Per-component repositories

Iris Garcia iris at sun.com
Wed Mar 5 12:54:35 PST 2008


Hi, David.

>                            Is there any reason to check out just 
> one of the repositories?  (just one tree rather than the whole forest) 

I debatted about that one for a while.  Given the way that various portions of
the build system currently works (for instance, it is difficult to get a
javadoc build if you only have a single repository in the forest), in my mind
developers should operate on forests by default... hence this comment in
"Respositories: Cloning":
 
  http://openjdk.java.net/guide/repositories.html#clone
  
  It is strongly recommended for developers to clone the entire
  project's forest, rather than a single repository. This is the only
  means to ensure consistency in builds. The follow example illustrates
  how to clone the entire tl forest into the directory mytl.

Here's what the Guide says about retrieving only a single repository in the
forest:

  If reading a limited portion of the source is the only goal, it is
  possible to clone a single repository from a project forest. For
  instance, this example shows how to clone the langtools repository
  from the tl project into the default destination directory.

Since I've always had partial repositories in the old "CodeManager" system
(sometimes consisting of only a single file or small directory), I can see many
other uses of a single repository.  In fact, I'm going to guess that large
portions of developers are going to care about only a single part of the
repository.  For instance, jaxws developers will probably largely operate on
the jaxws tree, so the other trees may not be interesting.  Similar comments
can probably be made for hotspot and language developers.  My guess is for this
approach to be successful, the developer needs to be very comfortable with the
build structure and any potential side-effects their modifications may cause.
For instance, as a developer in Core Libraries, it would seem that I only need
to retrieve the "jdk" portion of the repository since that's where the
implementation of those classes resides.  However, I would need to be pretty
confident to not do a full build of the entire forest before I did my commit.
Even if I was only modifying javadoc, I'd still need the forest for a full
javadoc build.

> However there is the issue of the individual team repositories.  Is 
> there a way to discover the full set of repositories we're hosting on 
> openjdk.java.net??  

Yes, from the Guide, "Terminology and Naming Scheme":

  The OpenJDK repository forests are located at http://hg.openjdk.java.net/.

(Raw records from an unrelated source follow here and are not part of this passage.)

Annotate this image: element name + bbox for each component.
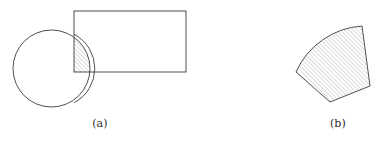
panel-b-group — [296, 26, 370, 102]
intersection-region — [74, 11, 186, 72]
panel-b-caption: (b) — [316, 117, 360, 130]
arc-polygon-shape — [296, 26, 370, 102]
rectangle-outline — [74, 11, 186, 72]
figure-container: (a) (b) — [0, 0, 388, 147]
panel-a-caption: (a) — [78, 117, 122, 130]
panel-a-group — [13, 11, 186, 107]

>                      And also the parent/child relationships between 
> those repositories?

I haven't verified the diagram for this, but I believe that the relationship is
similar to what we've had historically and it's something like this:

- MASTER
  - 2d
  - awt
  - build
  - corba
  - hotspot
    - hotspot-comp
    - hotspot-gc
    - hotspot-rt
    - hotspot-svc
  - i18n
  - jaxp
  - jaxws
  - l10n
  - tl
    - jsn
  - modules
  - swing

I'm not sure where "nio2" goes since it's not in use.  Logical candiates are
directly to the MASTER and to tl.  I'm also not certain how the serviceability
and JMX teams will be handling their putbacks.  I think they're going back
directly into TL, but I'd need to check the commit logs to verify.